[Haskell-cafe] wxHaskell: getting a checkbox state
Mark Carter
mcturra2000 at yahoo.co.uk
Wed Sep 14 12:58:13 EDT 2005
Arthur Baars wrote:
> Hi,
>
> A "Checkbox" is instance of the class Checkable:
> http://wxhaskell.sourceforge.net/doc/
> Graphics.UI.WX.Classes.html#t%3ACheckable
>
> This means you can "get" and "set" the "checked" property for
> checkboxes.
> for example:
> c <- get cbEdit checked
> set cbEdit [checked := not c ]
>
> The following code makes the checkbox print its state every time it
> is checked or unchecked:
> cbEdit <- checkBox f [text := "Edit Mode" ]
> set cbEdit [ on command := do v <- get cbEdit checked
> print v
> ]
AHA! Yes, very useful.
The problem I was having before was that I was trying to create a
separate function onCbEdit, thus:
cbEdit <- checkBox p1 [text := "Edit Mode", on command := onCbEdit
textlog ]
This had the problem that onCbEdit basically needed to have its control
passed in (i.e. cbEdit) as a parameter in order to inspect its state. So
I wanted to do something like:
cbEdit <- checkBox p1 [text := "Edit Mode", on command := onCbEdit
textlog cbEdit ]
Except you can't do that, because cbEdit isn't yet defined. But your
suggestion gets 'round that. In the main loop, I now do:
cbEdit <- checkBox p1 [text := "Edit Mode" ]
set cbEdit [ on command := onCbEdit textlog cbEdit ]
and in my where clause I do:
onCbEdit textlog me = do
checkedp <- get me checked
appendText textlog "onCbEdit\n"
appendText textlog (show checkedp)
Of course, I'll ultimately want it to do something much more interesting
than that - but I was just scratching my head wondering how on earth it
could be done; until you came along.
Hmm. interesting. I'm finding Haskell a bit head-scratching generally.
The syntax is unfamiliar, and Monads, blimey. My understanding of them
so far is that they form a barrier between the big, nastey, stateful
world, and the clean functional world that I as a programmer occupy.
Although I seem to be using a lot of do statements, which presumably
means that I'm back in the world of imperative programming.
I program in VBA for a living now, but I have a lot of familiarity with
Python, and I've done a fair amount of C in my time. I know a bit about
C++, but have never gotten involved much with the GUI side of it. A few
days ago, I installed an old version of Visual C++, and generated an MFC
boilerplate app. My impression is that this MFC/C++ stuff is a confused
mess. Admittedly I know very little about MFC; but I'm fairly confident
that if a good programmer sat down to design a GUI system from scratch,
he would not end up with something like MFC. There seems to be too many
"bits" to it, and you have to scatter your declarations over too many
files, with scaffolding everywhere. My application also needs to create
GUI elements on the fly - and the MFC approach to doing this is woefully
painful.
I'm currently hacking BouncingBalls.hs to be more to my liking (my balls
don't bounce, for starters). The way it adds balls is straighforward. I
find I need to hack code that already-exists because my understanding of
the syntax and principles is very limited. I continue my Haskell
experiments further ...
> Arthur
>
> PS: there is a mailinglist for wxhaskell-related questions:
> http://lists.sourceforge.net/lists/listinfo/wxhaskell-users
Seems quite dormant, though. Only 4 postings last month.
BTW, apologies Arthur Baars - I meant to email this response to the
newsgroup, but ended up posting to him personally.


= WHAT THE TASK REQUIRES =
Copy all records precisely, apart from the pictures.

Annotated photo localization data
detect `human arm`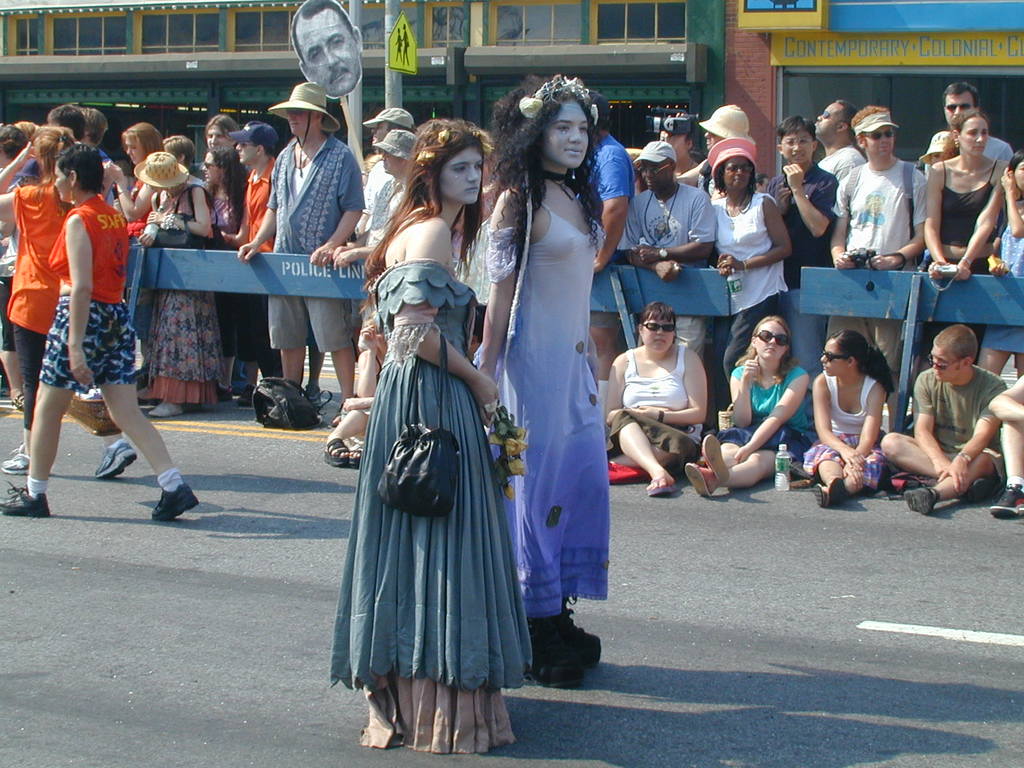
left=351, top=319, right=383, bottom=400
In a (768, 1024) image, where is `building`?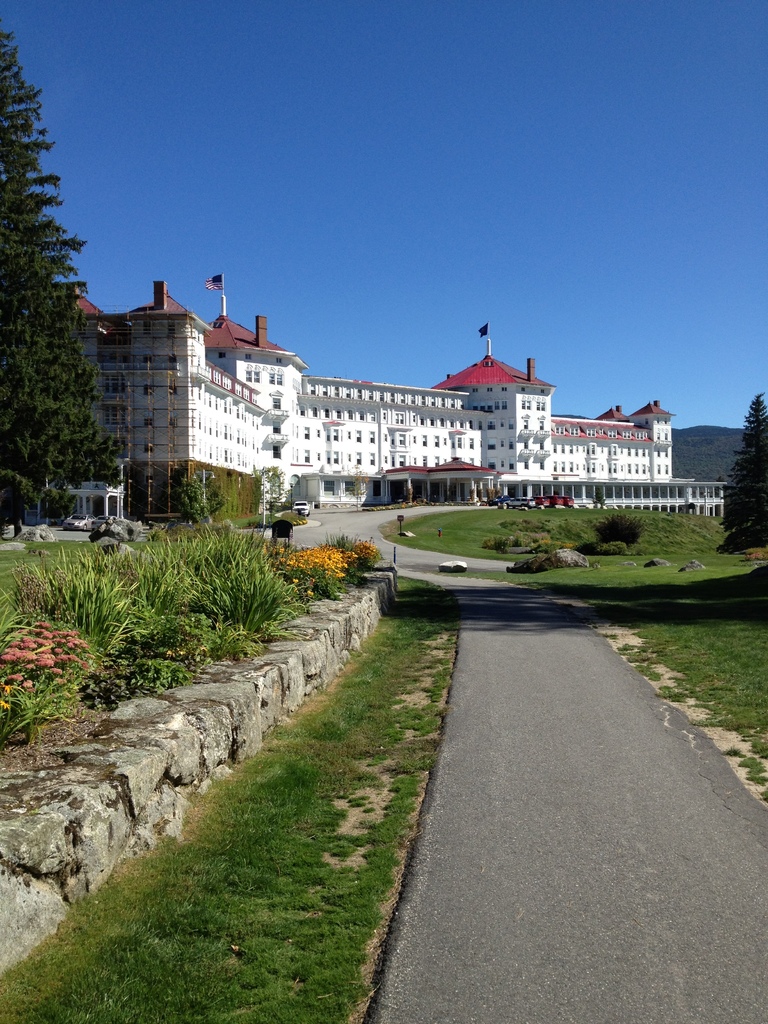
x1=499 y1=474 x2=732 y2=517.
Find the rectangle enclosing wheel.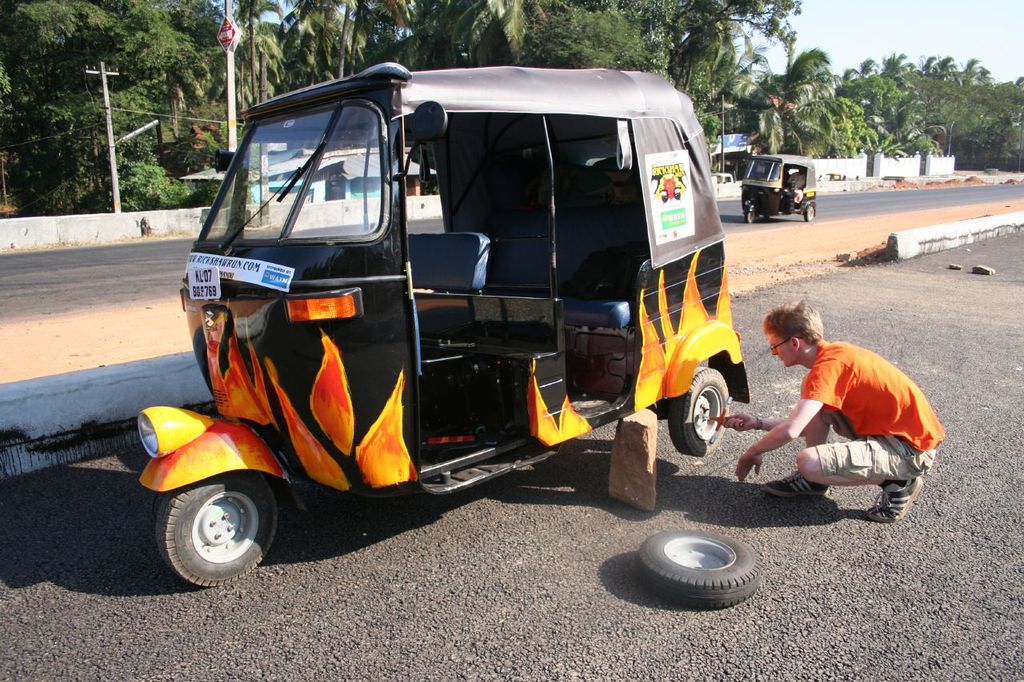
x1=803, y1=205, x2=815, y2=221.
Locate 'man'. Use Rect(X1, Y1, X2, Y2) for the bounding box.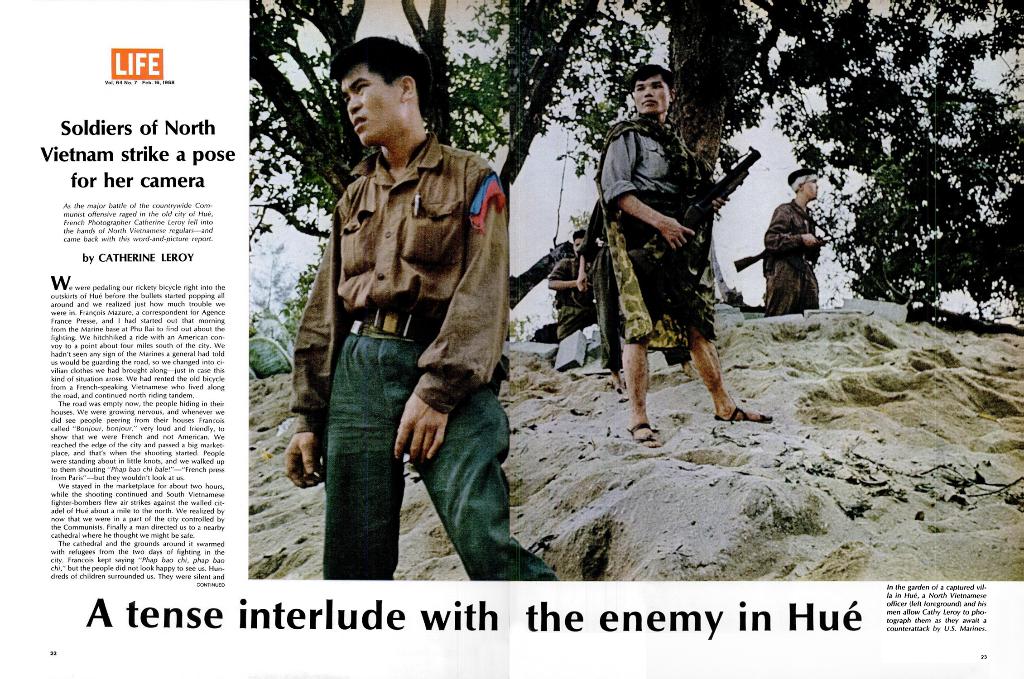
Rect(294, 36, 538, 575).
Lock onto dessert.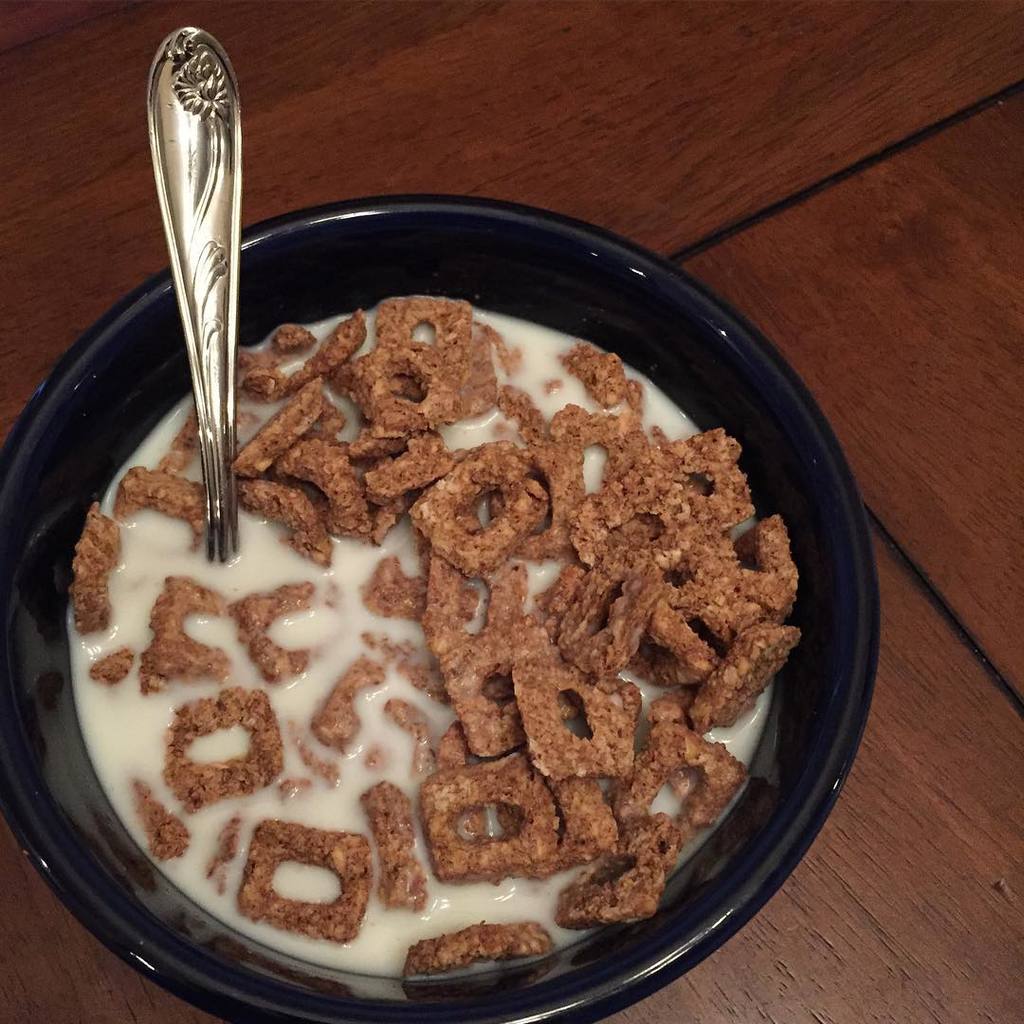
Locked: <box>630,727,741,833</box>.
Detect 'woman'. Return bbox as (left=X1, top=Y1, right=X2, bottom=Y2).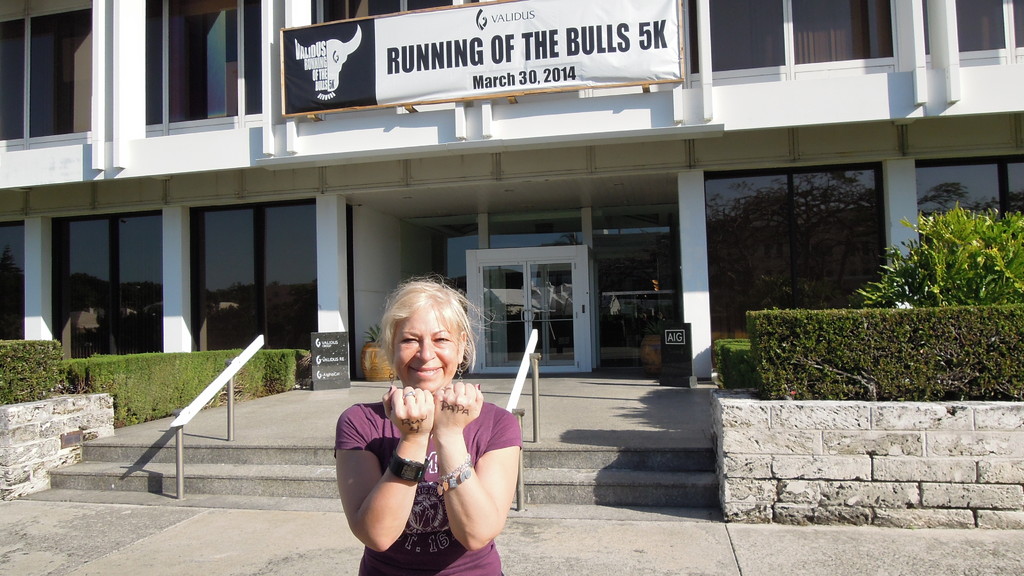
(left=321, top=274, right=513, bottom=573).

= ANSWER =
detect `human arm`
left=351, top=319, right=383, bottom=400
In a (768, 1024) image, where is `building`?
x1=499 y1=474 x2=732 y2=517.
Find the rectangle enclosing wheel.
x1=803, y1=205, x2=815, y2=221.
Locate 'man'. Use Rect(X1, Y1, X2, Y2) for the bounding box.
Rect(294, 36, 538, 575).
Lock onto dessert.
Locked: <box>630,727,741,833</box>.
Detect 'woman'. Return bbox as (left=X1, top=Y1, right=X2, bottom=Y2).
(left=321, top=274, right=513, bottom=573).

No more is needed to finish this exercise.